Showing posts with label Easter Eggs. Show all posts
Showing posts with label Easter Eggs. Show all posts

Apr 3, 2015

Easter Eggs

Decorated eggs predate Easter and have been found as early as 60,000 years ago. About 3000 BC in Persia, eggs were dyed red given as gifts in celebration of the first day of spring.

The practice of giving red Easter eggs, symbolizing the blood of Christ, became a Christian tradition, with the hatching of an egg symbolizing the resurrection. The Easter egg is also a byproduct of Lent, as many families would give up eggs during those fast days, which ended with Easter.

Some of the oldest egg dyes were made from a variety of materials, including onion peels, tree bark, flower petals, and vegetable and fruit juices.

Cadbury sells over 200 million cream eggs each year in the UK. More than three for each person who lives there.

The PAAS Dye Co. launched its product during the 1880s. The first packets contained five colors for 5 cents. The company now claims to sell more than 10 million kits annually including dyes, paints, stickers, glitter, etc.

In some European countries, children go from house to house to collect eggs.

The White House Easter Egg Roll, an annual tradition on the Monday after Easter, is the only time that tourists are allowed to gather on the White House lawn. The tradition actually started on the lawn of the Capitol, by Dolly Madison during the early 1800s, and was moved to the White House in 1878, when Rutherford B. Hayes was president.

Many Easter eggs are formed from chocolate. In Scotland, a popular treat sold in fish-and-chips shops is deep-fried chocolate eggs.

The most valuable Easter eggs are the jewel-encrusted Fabergé eggs, crafted in the late 1800s and early 1900s as Easter gifts for the families of Russian czars. Only 65 were known to have been made. Most are worth millions of dollars.

The world's largest Easter egg, as recognized by Guinness World Records, was made of chocolate in 2005 in Belgium and weighed 1,200 kilograms or more than 2,600 pounds.

The term for intentional inside joke, hidden message, author's names, or feature in a work such as a computer program, video game, movie, book, or crossword is Easter Egg. The term was coined at Atari after a programmer put his name in a hidden room in the game Adventure, released in 1979. The name evokes an Easter egg hunt.

Jun 24, 2011

Ten Uses for Coffee Grounds

Dry them out on a cookie sheet and then put them in a bowl in your refrigerator or freezer, or rub them on your hands to get rid of food prep smells.

Airplane attendants have used bags of unused coffee grounds in restrooms on planes to help neutralize odors. This also works in kitchen cabinets. Just place some grounds on a plate and stick in the cabinet.
Plants such as rosebushes, azaleas, rhododendrons, evergreen and camellias that prefer acidic soils will appreciate the leftovers from your morning cup. Also, grounds can add nutrients to your compost pile.
Sprinkle old grounds around places you don’t want ants, or on the ant piles themselves. The little buggers will move on or stay away. Used grounds are also said to repel snails and slugs.
By steeping grounds in hot water, you can make brown dye for fabric, paper and even Easter eggs.You can even apply steeped grounds liquid to furniture scratches with a Q-tip.
Because they are slightly abrasive, grounds can be used as a scouring agent for greasy and grimy stain-resistant objects.
To keep kitty from using the garden as her personal powder room, sprinkle grounds mixed with orange peels around your plants.
Before you clean out the fireplace, toss wet coffee grounds over the ashes to keep the ash dust under control.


**Exercise objective:**
The required output is the stretch from the line containing "Locate *human face* using format x1,y1,x2,y2." through the line containing "Given this 1024x673" in the records below, unaltered and with no pictures.

(Material shown)

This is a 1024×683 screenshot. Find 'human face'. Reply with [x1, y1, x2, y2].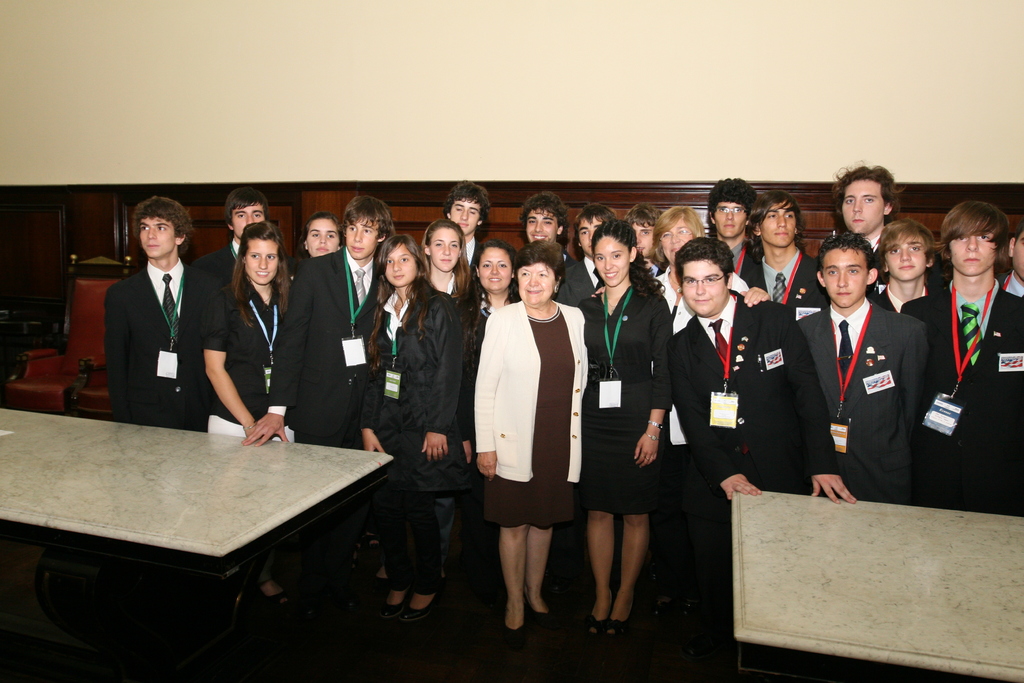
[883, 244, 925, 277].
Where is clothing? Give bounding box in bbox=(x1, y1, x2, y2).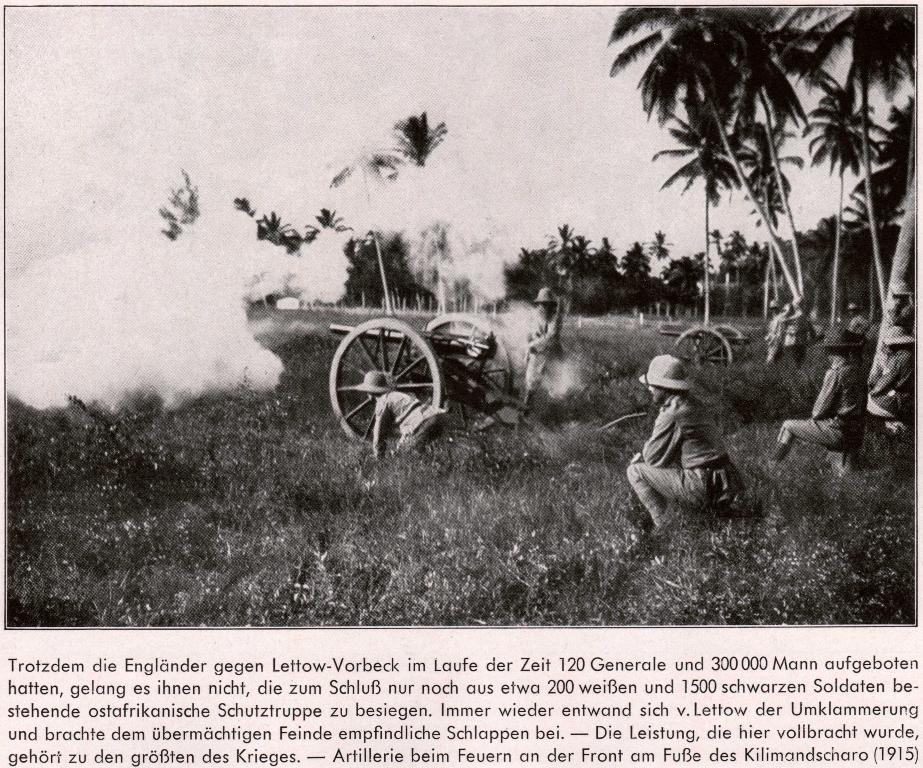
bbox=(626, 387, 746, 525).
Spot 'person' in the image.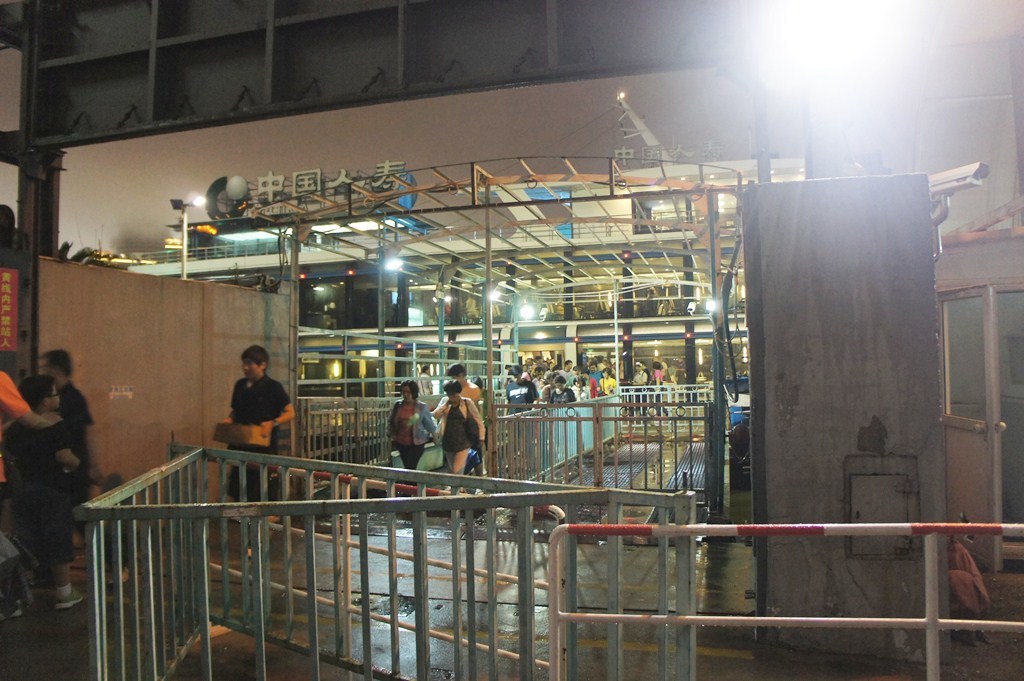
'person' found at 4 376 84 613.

(End Material shown)
(Material shown)

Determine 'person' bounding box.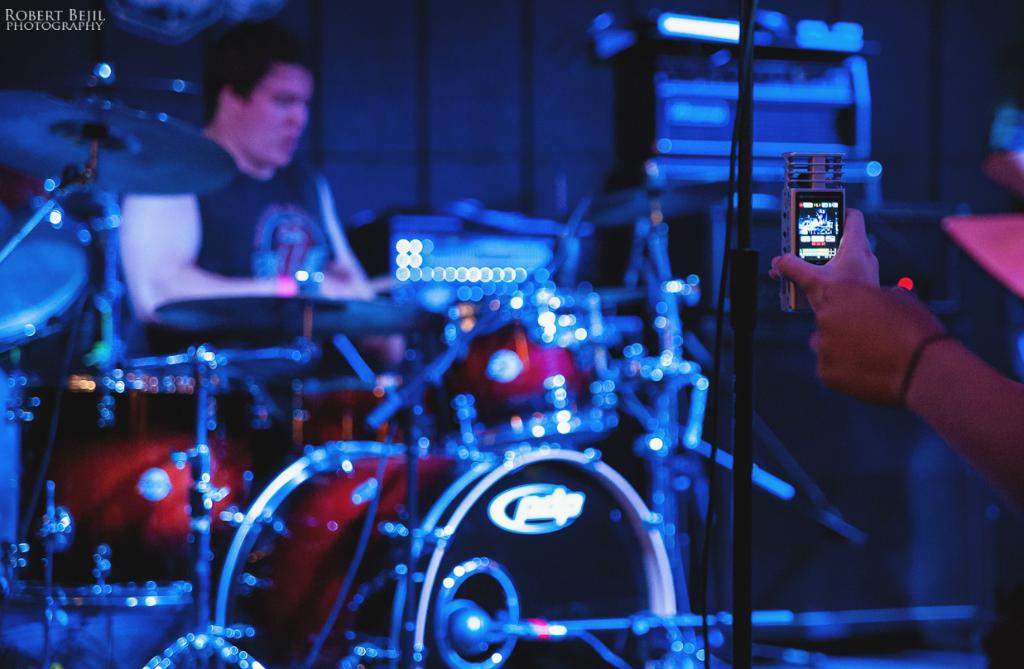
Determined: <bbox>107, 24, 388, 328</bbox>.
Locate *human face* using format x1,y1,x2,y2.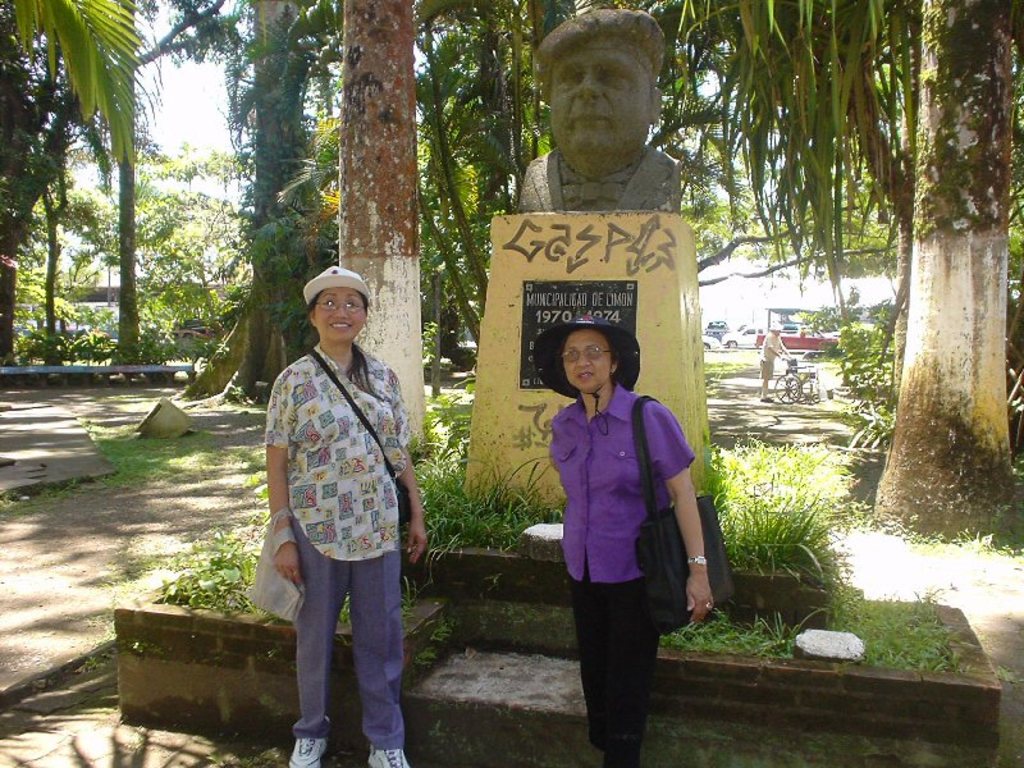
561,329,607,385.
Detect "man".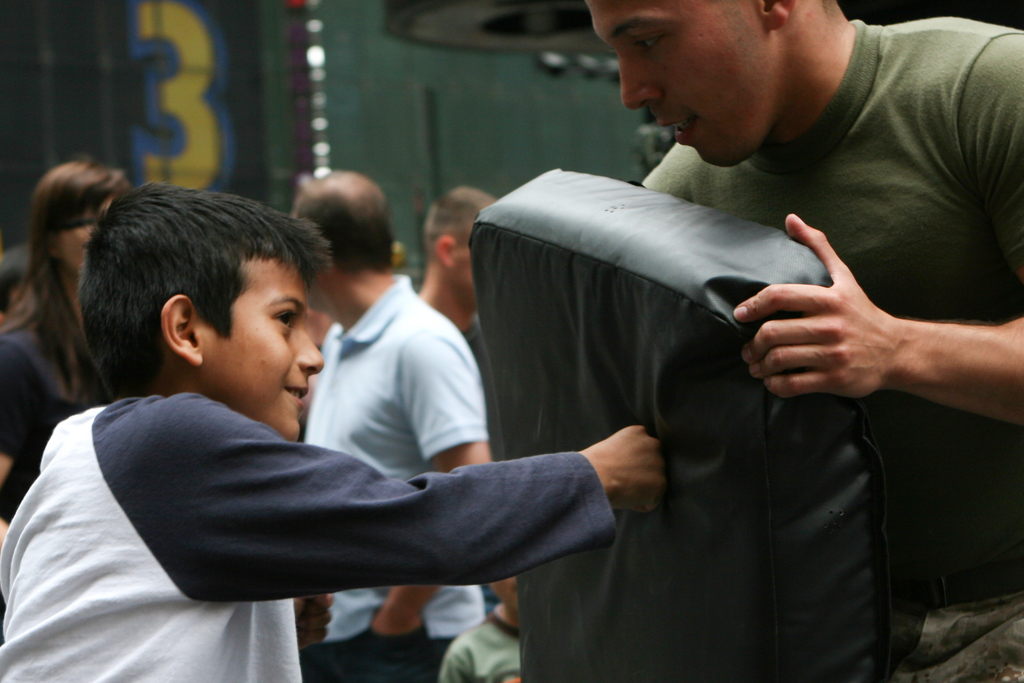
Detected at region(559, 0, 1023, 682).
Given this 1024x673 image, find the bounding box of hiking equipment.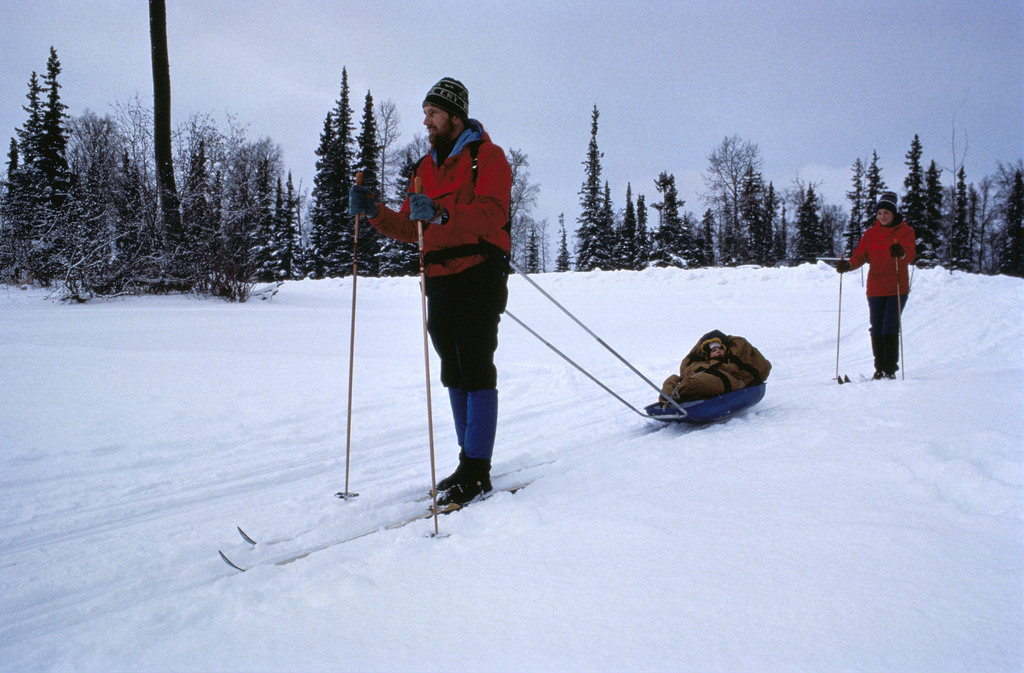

(End Material shown)

**Answer box:**
Locate *human face* using format x1,y1,x2,y2.
561,329,607,385.
Detect "man".
Detected at region(559, 0, 1023, 682).
Given this 1024x673 image, find the bounding box of hiking equipment.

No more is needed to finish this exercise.